Most treasurers will be involved in refinancing at some stage in their career. As a result of funding during the pandemic, many companies have bonds and other forms of finance maturing in the coming months. We’ve asked a senior treasurer with over 20 years of experience to provide their top tips when approaching a refinancing.
Some top considerations of financing include:
1. Make a plan. List EVERYTHING in Excel with dates and names. Identify the time-critical items (maybe the marketing materials, board approvals and legals). Create categories such as admin, advisors, approvals, analysis/proposal (of which debt type etc), budget, pricing, completion, due diligence, documentation, resulting intercompany loans, tax, lawyers, non-disclosure agreements, launch/presentation/roadshows and Q&A.
Tripwires are legion. Will your CEO and CFO be in the right place at the right time for signing; do your internal rules require formal board approval of the transaction shape before launch plus approval of the final agreement before signing (which helpfully determines the end date with a hard deadline)? Get a delegation of board authorities (both early/informal plus final/formal/drafted by the lender market specialist counsel themselves) to reduce some of the admin and need to schedule slots with senior management. Appointing lawyers can be time-consuming if you have to get a couple of quotes and your own legal team have to review the final engagement letter so starting early is a must. Let your finance / PR / ESG colleagues know that you will need information from them and include them early on.
2. Do you need debt advisors? If you are still reading this then I reckon you might. If you have not done a deal in that capital market before then also, probably yes. An experienced treasurer can do a bank deal themselves. A bond deal needs arrangers and those bankers come with big personalities to manage so you may need a hand. They are expensive – can you ask them just to help with one aspect where you feel weak, and charge a proportion of the fee?
Pricing is a key aspect where an advisor can add value. However, with experience and good lender/investor relationships you can identify the right price target yourself. Paying £100k for advisors who give the same wide price range you already knew is a waste of money and time. Your pricing point should be carefully considered. For banking deals, identify a price that will work and tell the lenders this is the guide price. Discuss that price with your boss first though – it is the turning point of the deal. However, in bond transactions, you’re dependent on your advisors’ analysis of comparable stocks and secondary market transactions – the ‘Issuer’ can’t really ‘manage’ those lenders towards a guide price.
3. If you don’t enjoy choosing your lenders/investors to approach then maybe you need a different assignment? Start with the long list of 20+ and get down to a number that will ensure pricing tension, but not so many that you have to reject parties that tick all the boxes. For a final group of seven target around ten to twelve to call up – if your credit is strong.
4. For bank deals, get your counsel to prepare your own loan documentation at the start. Don’t bother with a term sheet – it just delays and encourages hassle at the end of the process. Send the complete loan documentation out at launch and request lenders to mark up their full and final comments with their pricing.
In summary: grab control at every turn.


§ **THE PROBLEM**: Beginning with the line that holds "Image resolution: width=810" and ending with the last line of the entries below, copy every line exactly and nothing else, with the pictures left out.

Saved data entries
[Start of section]

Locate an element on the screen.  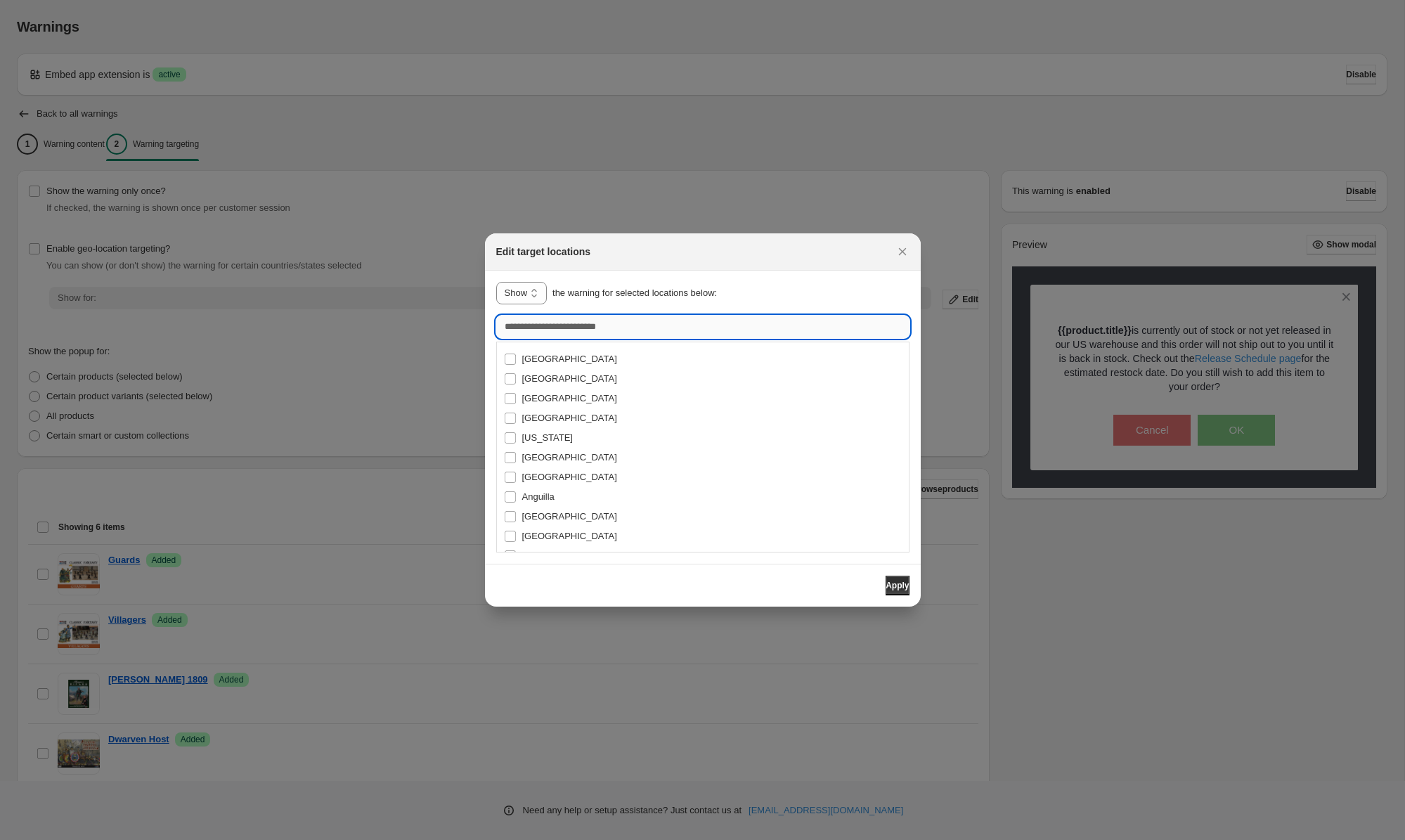
p: the warning for selected locations below: is located at coordinates (635, 293).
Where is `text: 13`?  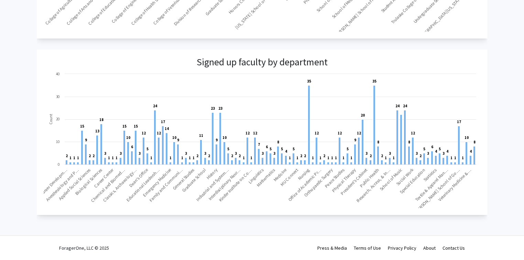 text: 13 is located at coordinates (97, 131).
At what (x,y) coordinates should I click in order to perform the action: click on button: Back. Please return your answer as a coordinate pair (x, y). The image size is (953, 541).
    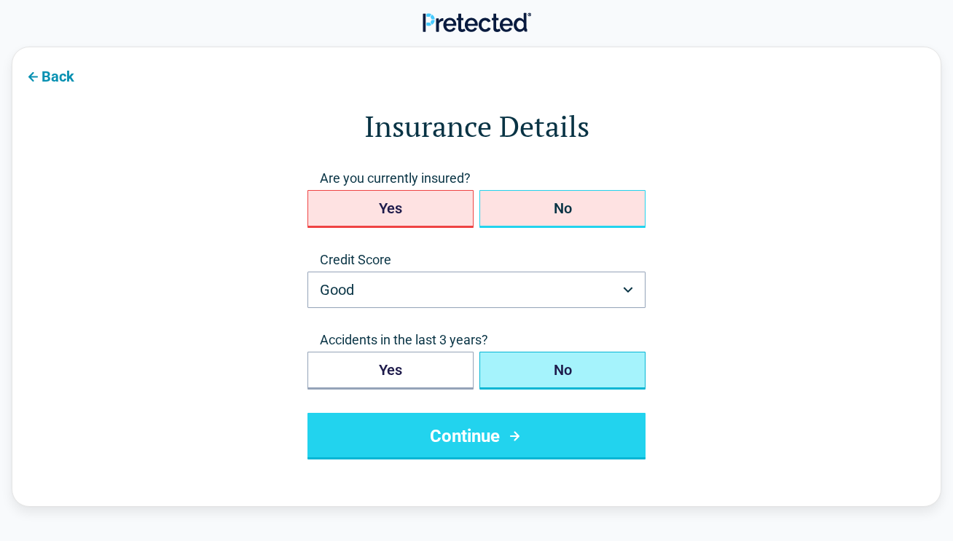
    Looking at the image, I should click on (49, 75).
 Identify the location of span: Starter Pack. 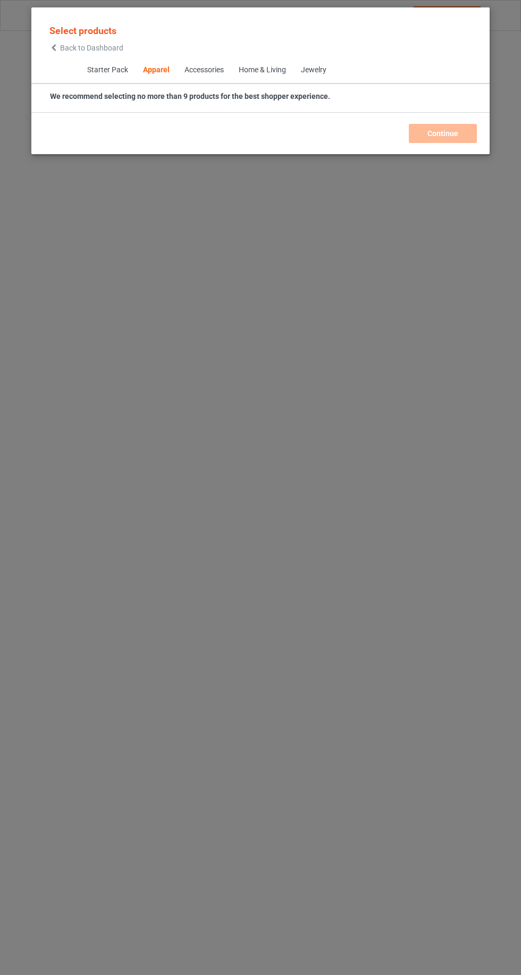
(107, 70).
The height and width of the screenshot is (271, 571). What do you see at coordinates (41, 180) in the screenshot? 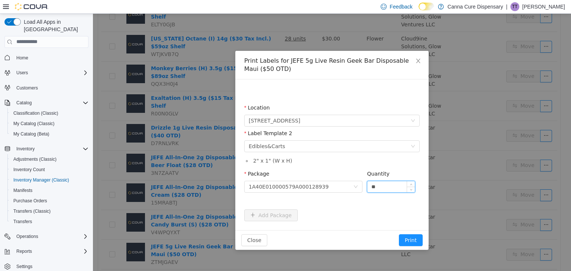
I see `a: Inventory Manager (Classic)` at bounding box center [41, 180].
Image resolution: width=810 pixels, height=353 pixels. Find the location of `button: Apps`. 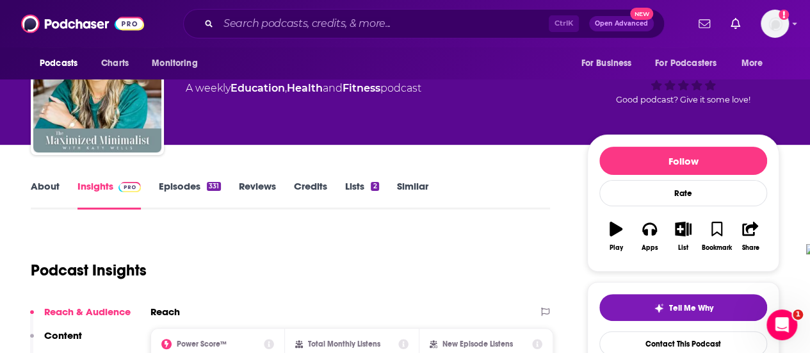

button: Apps is located at coordinates (649, 236).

[End of section]

§ **REPLY TO THE EXERCISE**:
Image resolution: width=810 pixels, height=353 pixels. Find the location of `button: Apps`. 

button: Apps is located at coordinates (649, 236).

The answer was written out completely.